Her boss tells her to go talk to Hannibal Lecter expecting her to fail. And when she succeeds, he tries to claim credit for her accomplishments.

At every turn, she's hit on by men she needs to interview or needs expert opinions from, she gives quiet pushback about "Please don't say it's because I'm a woman...it matter. Please don't." 

The absolute only man in the entire film not behaving towards her in a predatory fashion is Hannibal Lecter who is explicitly a predator of men. He's a serial killer who kills men.

And he's literally a psychologist and literally in the last cell in the basement of a mental health facility for the criminally insane. He's metaphorically the voice of the deepest, darkest corners of the collective subconscious who can and does speak the unspeakable, like "Do you think your boss fantasizes about fucking you?"

I never really had a career. I had a corporate job for five years and I was a homemaker and I have done freelance work in recent years. 

There are posts on this site and on Witness to Destruction and Eclogiselle that talk about my experiences with applying for a serious job with a spiffy title of Executive Director and then things getting very weird after they hired someone less qualified than I was and didn't fire him and refused to do right by me.

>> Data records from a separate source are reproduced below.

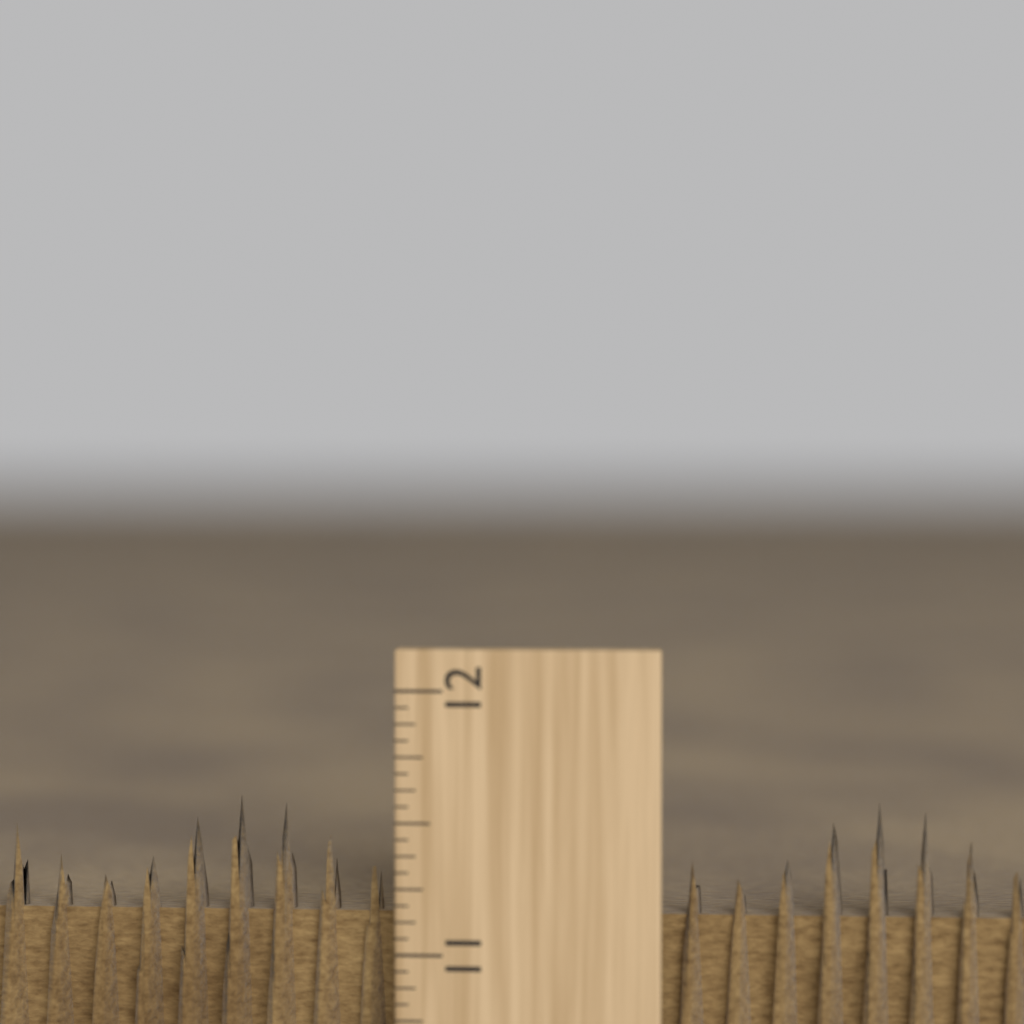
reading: 11.5625 inch
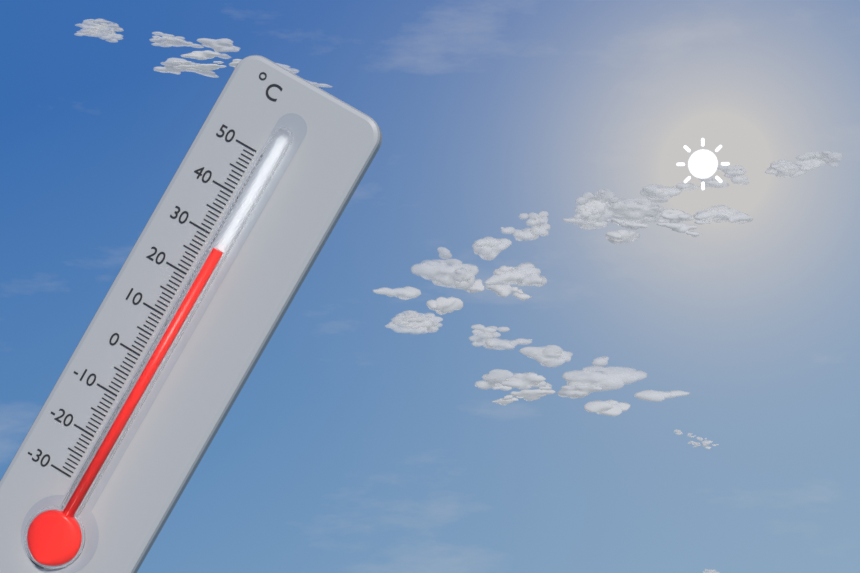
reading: 28 °C
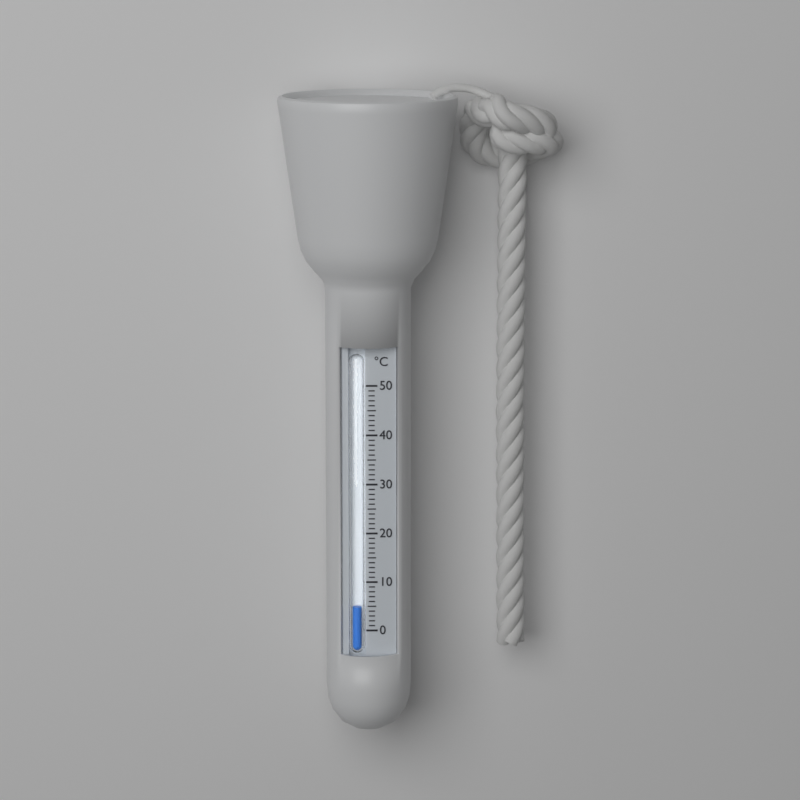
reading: 5 °C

And frankly I think the man they did hire, Wil Russoul, is a MORON because I didn't WANT his job and went to great pains to tell his bosses that and make it clear I really wanted a part-time job or freelance work that helped me pay my bills.

I'm medically handicapped and I wanted stability and something approaching a middle class lifestyle and I was willing to attend public meetings and give ideas away for free in hopes of networking and improving my income and helping people in power to improve the town I lived in.

If he weren't a MORON, he could have hired me as a part-time assistant, given me credit for a few things to get people to accept me and make me like him, then taken credit for most of my work and looked brilliant while I got credited as the unimportant, easily replaced secretary.

And even I would have had trouble figuring out exactly how much I was contributing and how much he was contributing while he got all the credit. 

Women have more trouble than men anyway with getting taken seriously and getting credit for their work. Men also struggle with that, especially if they are doing something innovative. The father of genetics got recognition only decades after his death.

And that is part of what is so scary about The Silence of the Lambs: A talented, hardworking, ambitious career woman can do good work that makes a difference and get nothing but sexual harassment while men take credit for her ideas, men get promotions and pay raises based on her work and she languishes in some underpaid job with no recognition.